Tyler Durden's picture




 

The silence out of E&Y over the past two weeks was very odd. Some speculated that just like corrupt Arthur Anderson, a disgraced E&Y was quietly folding its business now that the "independent auditor" is one only in name. Others believed that its was merely a smart media ploy to not touch the issue until everyone gets tired of discussing the endless criminality in our daily lives and be content with late night TV, as the middle class fights for whatever remaining scraps the Goldman bankers allow it to have, even as the kleptocracy knows all too well that behind the scenes, trillions of dollars are siphoned away from America's working class (because in ten years when the country is bankrupt, the only thing that matters is who has the biggest gun and can shoot the straightest).
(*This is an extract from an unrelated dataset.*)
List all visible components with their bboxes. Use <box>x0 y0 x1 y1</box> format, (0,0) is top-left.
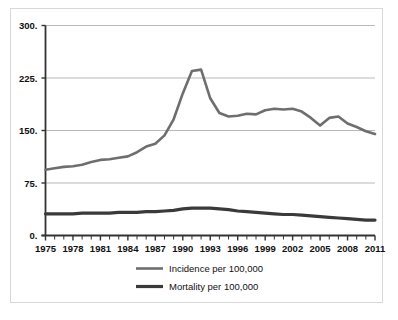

Anyway, E&Y surprised us all (and the holders of 5 Times Square paper: CMBX 4 deal WBCMT 07-C31 specifically, who were ecstatic they would be next in line for taxpayer bailouts) by releasing the following list of rebuttals on a point by point basis, first reported by our friends at re:The Auditors and followed up by Reuters.

As Reuters reports, E&Y is scrambling to salvage whatever it can of not only its evaporating reputation but more importantly, its client base:

Some Ernst & Young partners have sent letters to audit committee members at the firm's clients over the past few days, defending their firm's audit of Lehman and how it dealt with a whistleblower's letter about the bank's accounting policies, according to Ernst & Young spokesman Charlie Perkins.
According to a copy of the letter [ID:nN22210897], the audit firm said it believes it "will prevail" if any of the examiner's potential claims against the firm are pursued by Lehman or its creditors and said some recent media coverage of the firm's role, such as the firm's use of "sham transactions" to hide bad assets, has been "inaccurate."
"The months leading up to Lehman's bankruptcy were among the most turbulent periods in our economic history," the accounting firm said in the letter.
"Lehman's bankruptcy was caused by a collapse in its liquidity, which was in turn caused by declining asset values and loss of market confidence in Lehman. It was not caused by accounting issues or disclosure issues."

Hm, one sure could argue that the reason why market confidence in Lehman evaporated overnight is because the market found out just how cooked Lehman's books had been all along, for which the party responsible was... you guessed it... Ernst & Young, and specifically "overstressed" auditor and feminist extraordinaire, Hilary Hansen, whom we profiled previously. Either way, this is one claim that the prosecution will spend exactly 10 minutes on. And speaking of, where are those class action lawsuits already?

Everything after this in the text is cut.